With all apologies to A Lefty Crochets, I should change the name of this blog to “Sinister Crochet” , muhahahha.

Because of course, I always have an evil plan brewing (kidding!) I’ve always been a lefty and always crocheted left handed. I was just a kid in the mid seventies when southpaws got their “official” holiday. My Grandma, who seemed to constantly travel, hit the motherlode in those days when it came to bringing home gift-shop items. No more giant pencils or vinyl coin purses for me. Didja know that the slogans on coffee mugs and pens were designed to be read while holding them in your right hand? I wore my lefty tee-shirts with pride. (“If the left side of the brain controls the right side of the body, then LEFTIES are the only ones in their RIGHT minds!”) – that was a gym class favorite. (If I didn’t stand out enough being freakishly tall with giant glasses in sixth grade – a bright yellow shirt announcing another reason I didn’t fit the norm was just the icing on the pop-tart of adolescence.)

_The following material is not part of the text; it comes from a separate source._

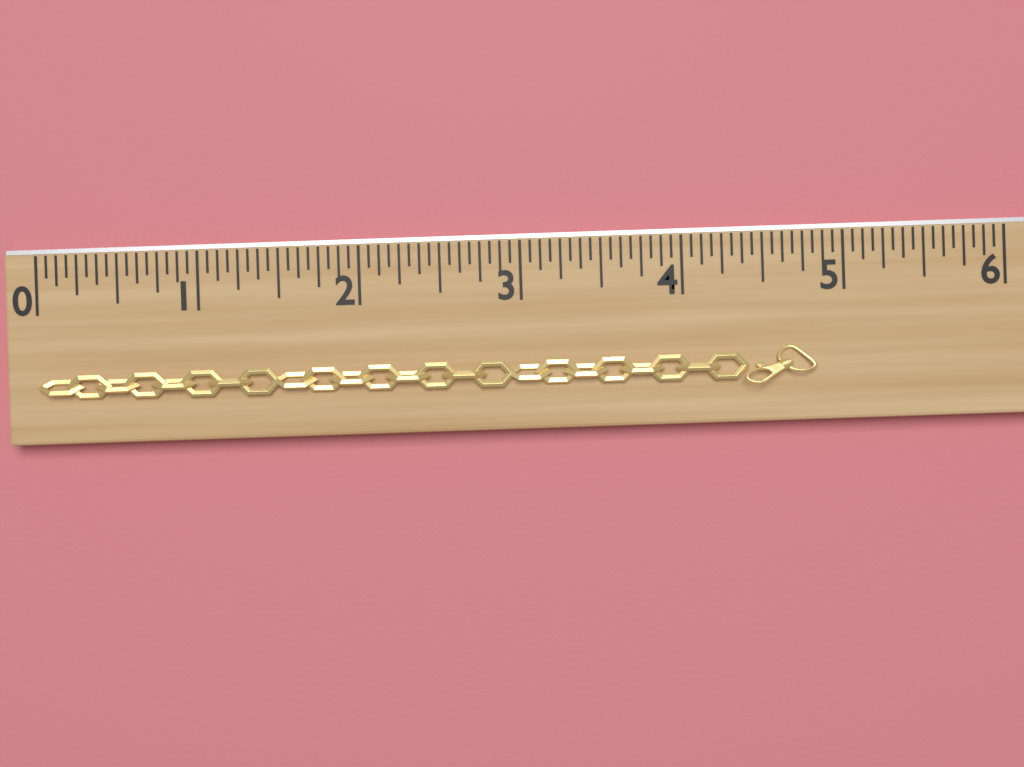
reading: 4.8125 (no unit)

Some notable freaks (dexterous fellows?) we’re in company with include Ringo Starr and Kurt Cobain, Tom Cruise and Benny Hill, Picasso, DaVinci, Julius Caesar, Bill Clinton and the POTUS GHW Bush. Not to mention Ned Flanders of Simpson’s fame, and a host of sports figures too numerous to mention, none of whom crochet, to my knowledge. I know Rosie Grier did needlepoint but I don’t know which hand he used and I refuse to dig any deeper on the subject. Unless you want to note that there aren’t shovels designed for left-handed people, but there is a football pass called the “left hand shovel”.

/digress.

When I first copied my mother’s hand movements when learning to crochet, and we figured out I wouldn’t be able to do it righty, I sat across from her. Then we tried instruction books balanced with a hand mirror. Somehow, with repetition and just being able to watch how she moved the yarn with her fingers and the hook, I was able to grasp the basic technique. Must be one of those left-handed spatial ability things. Yet, I still can’t wrap my head around basic garment construction. Go figure.

I leave with a video of an attempted plastic-bag coaster-cum-hotpad some time before I realized that even crocheted plastic will melt if you try to grab a 325 degree cookie tray with it. It’s being punched and spun by my (look for it) right-handed child.